Excerpted from: The Compassion Book: Teachings for Awakening the Heart by Pema Chödrön, pages 26–27

reflectionsThere are days that these teachings resonate more profoundly for me than others. This teaching was just what I needed right now, in this moment.

I try to take each experience, whether positive or negative, and find its teachable moment. Of course, the negative experiences are harder– emotions tend to get in the way, such as anger, helplessness, betrayal, guilt, shame, and deflection. I falter and fail much of the time, indulging in the self-serving desires to blame others, justify my own re/actions, and ignore the suffering that my indulgence causes to both myself and others. But I find that pushing through the emotional aspects is most often well worth the effort.

This teaching does not attempt to prevent us from our “familiar way of reacting”, but instead instructs us to use those familiar ways as teachings in themselves. We see our reactions and compassionationately work with them in the moment of greatest need. In the same way that we learn to ride a bike, we must feel the loss of balance and our bodies’ reactions to it, experience the way we correct ourselves– or overcorrect– and then deal with the consequences of how we react.

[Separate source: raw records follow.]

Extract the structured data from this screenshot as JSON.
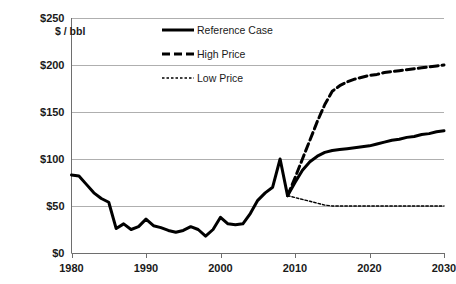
{
  "chart_data": {
    "type": "line",
    "title": "",
    "subtitle": "",
    "xlabel": "",
    "ylabel": "$ / bbl",
    "y_axis_unit_label": "$ / bbl",
    "xlim": [
      1980,
      2030
    ],
    "ylim": [
      0,
      250
    ],
    "grid": true,
    "grid_axis": "y",
    "legend_position": "top-center",
    "x_ticks": [
      1980,
      1990,
      2000,
      2010,
      2020,
      2030
    ],
    "x_tick_labels": [
      "1980",
      "1990",
      "2000",
      "2010",
      "2020",
      "2030"
    ],
    "y_ticks": [
      0,
      50,
      100,
      150,
      200,
      250
    ],
    "y_tick_labels": [
      "$0",
      "$50",
      "$100",
      "$150",
      "$200",
      "$250"
    ],
    "series": [
      {
        "name": "Reference Case",
        "style": "solid",
        "color": "#000000",
        "x": [
          1980,
          1981,
          1982,
          1983,
          1984,
          1985,
          1986,
          1987,
          1988,
          1989,
          1990,
          1991,
          1992,
          1993,
          1994,
          1995,
          1996,
          1997,
          1998,
          1999,
          2000,
          2001,
          2002,
          2003,
          2004,
          2005,
          2006,
          2007,
          2008,
          2009,
          2010,
          2011,
          2012,
          2013,
          2014,
          2015,
          2016,
          2017,
          2018,
          2019,
          2020,
          2021,
          2022,
          2023,
          2024,
          2025,
          2026,
          2027,
          2028,
          2029,
          2030
        ],
        "y": [
          83,
          82,
          73,
          64,
          58,
          54,
          26,
          31,
          25,
          28,
          36,
          29,
          27,
          24,
          22,
          24,
          28,
          25,
          18,
          25,
          38,
          31,
          30,
          31,
          42,
          56,
          64,
          70,
          100,
          61,
          75,
          88,
          97,
          103,
          107,
          109,
          110,
          111,
          112,
          113,
          114,
          116,
          118,
          120,
          121,
          123,
          124,
          126,
          127,
          129,
          130
        ]
      },
      {
        "name": "High Price",
        "style": "dashed-long",
        "color": "#000000",
        "x": [
          2009,
          2010,
          2011,
          2012,
          2013,
          2014,
          2015,
          2016,
          2017,
          2018,
          2019,
          2020,
          2021,
          2022,
          2023,
          2024,
          2025,
          2026,
          2027,
          2028,
          2029,
          2030
        ],
        "y": [
          61,
          80,
          100,
          120,
          140,
          158,
          172,
          178,
          182,
          185,
          187,
          189,
          190,
          192,
          193,
          194,
          195,
          196,
          197,
          198,
          199,
          200
        ]
      },
      {
        "name": "Low Price",
        "style": "dashed-short",
        "color": "#000000",
        "x": [
          2009,
          2010,
          2011,
          2012,
          2013,
          2014,
          2015,
          2016,
          2017,
          2018,
          2019,
          2020,
          2021,
          2022,
          2023,
          2024,
          2025,
          2026,
          2027,
          2028,
          2029,
          2030
        ],
        "y": [
          61,
          59,
          57,
          55,
          53,
          51,
          50,
          50,
          50,
          50,
          50,
          50,
          50,
          50,
          50,
          50,
          50,
          50,
          50,
          50,
          50,
          50
        ]
      }
    ],
    "legend_entries": [
      {
        "label": "Reference Case",
        "style": "solid"
      },
      {
        "label": "High Price",
        "style": "dashed-long"
      },
      {
        "label": "Low Price",
        "style": "dashed-short"
      }
    ]
  }
}
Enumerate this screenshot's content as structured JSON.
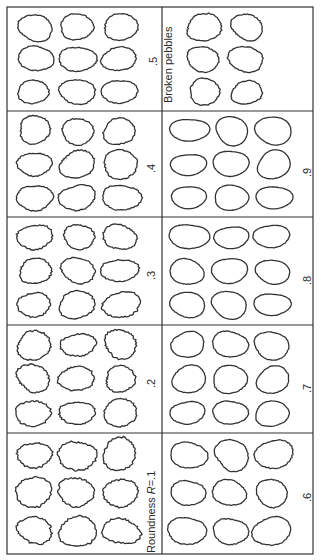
{
  "figure": {
    "orientation": "rotated 90° counter-clockwise",
    "grid": {
      "columns": 2,
      "rows": 5
    },
    "cells": [
      {
        "id": "r01",
        "label": ".1",
        "label_text": "Roundness R=.1",
        "prefix": "Roundness ",
        "var": "R",
        "suffix": "=.1",
        "col": 0,
        "row": 4,
        "texture": "very angular"
      },
      {
        "id": "r02",
        "label": ".2",
        "label_text": ".2",
        "col": 0,
        "row": 3,
        "texture": "angular"
      },
      {
        "id": "r03",
        "label": ".3",
        "label_text": ".3",
        "col": 0,
        "row": 2,
        "texture": "subangular"
      },
      {
        "id": "r04",
        "label": ".4",
        "label_text": ".4",
        "col": 0,
        "row": 1,
        "texture": "subangular-subrounded"
      },
      {
        "id": "r05",
        "label": ".5",
        "label_text": ".5",
        "col": 0,
        "row": 0,
        "texture": "subrounded"
      },
      {
        "id": "r06",
        "label": ".6",
        "label_text": ".6",
        "col": 1,
        "row": 4,
        "texture": "rounded"
      },
      {
        "id": "r07",
        "label": ".7",
        "label_text": ".7",
        "col": 1,
        "row": 3,
        "texture": "rounded"
      },
      {
        "id": "r08",
        "label": ".8",
        "label_text": ".8",
        "col": 1,
        "row": 2,
        "texture": "well rounded"
      },
      {
        "id": "r09",
        "label": ".9",
        "label_text": ".9",
        "col": 1,
        "row": 1,
        "texture": "well rounded"
      },
      {
        "id": "broken",
        "label": "Broken pebbles",
        "label_text": "Broken pebbles",
        "col": 1,
        "row": 0,
        "texture": "broken"
      }
    ],
    "pebbles_per_cell": 9,
    "broken_pebbles_count": 6,
    "colors": {
      "line": "#333333",
      "background": "#ffffff"
    }
  }
}
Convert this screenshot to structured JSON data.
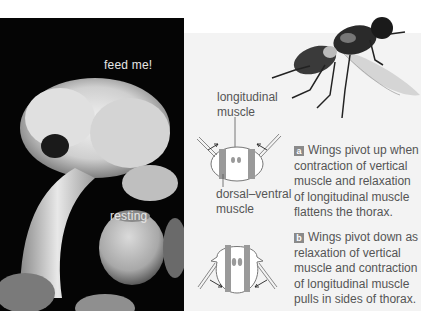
{
  "photo": {
    "subject": "sea-anemone-photo",
    "labels": {
      "top": "feed me!",
      "bottom": "resting"
    }
  },
  "fly": {
    "subject": "housefly-illustration"
  },
  "diagram_a": {
    "label_top": "longitudinal\nmuscle",
    "label_top_line1": "longitudinal",
    "label_top_line2": "muscle",
    "label_bottom_line1": "dorsal–ventral",
    "label_bottom_line2": "muscle",
    "badge": "a",
    "caption": "Wings pivot up when contraction of vertical muscle and relaxation of longitudinal muscle flattens the thorax."
  },
  "diagram_b": {
    "badge": "b",
    "caption": "Wings pivot down as relaxation of vertical muscle and contraction of longitudinal muscle pulls in sides of thorax."
  },
  "colors": {
    "panel_bg": "#f3f3f3",
    "photo_bg": "#050505",
    "muscle_gray": "#9a9a9a",
    "badge_gray": "#8a8a8a",
    "text": "#555555"
  }
}
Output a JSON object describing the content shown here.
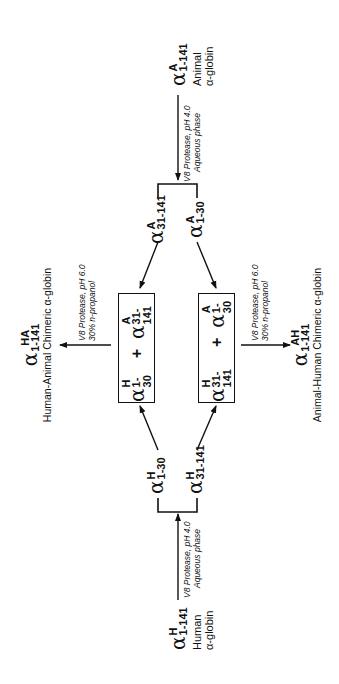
{
  "diagram": {
    "orientation": "rotated-90-ccw",
    "human_source": {
      "symbol": "α",
      "sup": "H",
      "sub": "1-141",
      "label_line1": "Human",
      "label_line2": "α-globin"
    },
    "animal_source": {
      "symbol": "α",
      "sup": "A",
      "sub": "1-141",
      "label_line1": "Animal",
      "label_line2": "α-globin"
    },
    "human_cleavage": {
      "line1": "V8 Protease, pH 4.0",
      "line2": "Aqueous phase"
    },
    "animal_cleavage": {
      "line1": "V8 Protease, pH 4.0",
      "line2": "Aqueous phase"
    },
    "human_fragments": [
      {
        "symbol": "α",
        "sup": "H",
        "sub": "1-30"
      },
      {
        "symbol": "α",
        "sup": "H",
        "sub": "31-141"
      }
    ],
    "animal_fragments": [
      {
        "symbol": "α",
        "sup": "A",
        "sub": "31-141"
      },
      {
        "symbol": "α",
        "sup": "A",
        "sub": "1-30"
      }
    ],
    "box_top": {
      "left": {
        "symbol": "α",
        "sup": "H",
        "sub": "1-30"
      },
      "op": "+",
      "right": {
        "symbol": "α",
        "sup": "A",
        "sub": "31-141"
      }
    },
    "box_bottom": {
      "left": {
        "symbol": "α",
        "sup": "H",
        "sub": "31-141"
      },
      "op": "+",
      "right": {
        "symbol": "α",
        "sup": "A",
        "sub": "1-30"
      }
    },
    "ligation_top": {
      "line1": "V8 Protease, pH 6.0",
      "line2": "30% n-propanol"
    },
    "ligation_bottom": {
      "line1": "V8 Protease, pH 6.0",
      "line2": "30% n-propanol"
    },
    "product_top": {
      "symbol": "α",
      "sup": "HA",
      "sub": "1-141",
      "label": "Human-Animal Chimeric  α-globin"
    },
    "product_bottom": {
      "symbol": "α",
      "sup": "AH",
      "sub": "1-141",
      "label": "Animal-Human Chimeric  α-globin"
    }
  }
}
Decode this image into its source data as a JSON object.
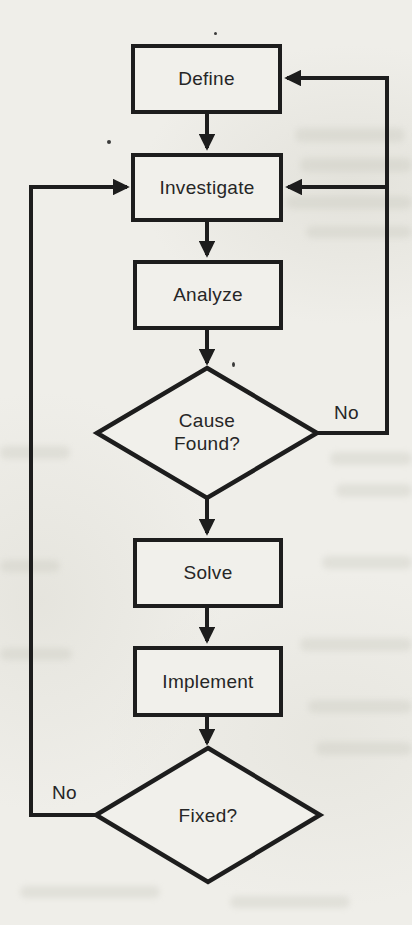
{
  "flowchart": {
    "nodes": {
      "define": {
        "label": "Define"
      },
      "investigate": {
        "label": "Investigate"
      },
      "analyze": {
        "label": "Analyze"
      },
      "cause_found": {
        "label_line1": "Cause",
        "label_line2": "Found?"
      },
      "solve": {
        "label": "Solve"
      },
      "implement": {
        "label": "Implement"
      },
      "fixed": {
        "label": "Fixed?"
      }
    },
    "edge_labels": {
      "cause_found_no": "No",
      "fixed_no": "No"
    },
    "colors": {
      "line": "#1d1d1d",
      "paper": "#efeee9",
      "text": "#262626"
    }
  }
}
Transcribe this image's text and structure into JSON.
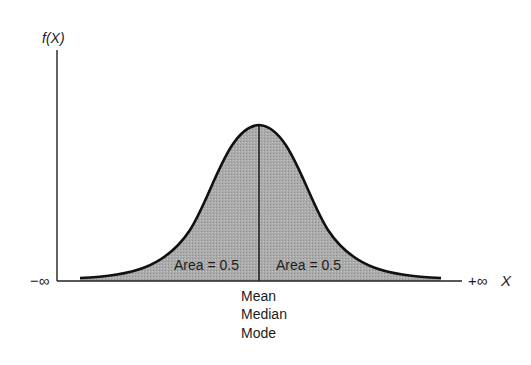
{
  "diagram": {
    "type": "normal-distribution",
    "y_axis_label": "f(X)",
    "x_axis_label": "X",
    "x_left_label": "−∞",
    "x_right_label": "+∞",
    "left_area_label": "Area = 0.5",
    "right_area_label": "Area = 0.5",
    "center_labels": [
      "Mean",
      "Median",
      "Mode"
    ],
    "colors": {
      "fill": "#a9a9a9",
      "stroke": "#111111",
      "axis": "#222222"
    }
  }
}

We could study from a book how to ride a bike and read how the author describes the body’s reaction to balance shifts, but until we are physically attempting the bike, knowing the pain of road rash and the exhiliration of triumph with the wind blowing back our hair, we cannot know what it means to ride a bike.

This is the glorious nature of this teaching! It’s calling us to explore our own selves in an attempt to grow, to learn, to be a better whatever we already are– and perhaps our improvement will create ripples around us, creating a better relationship, community, professional life, and so forth. It is only through our self-reflections and work that we can create change in the world around us.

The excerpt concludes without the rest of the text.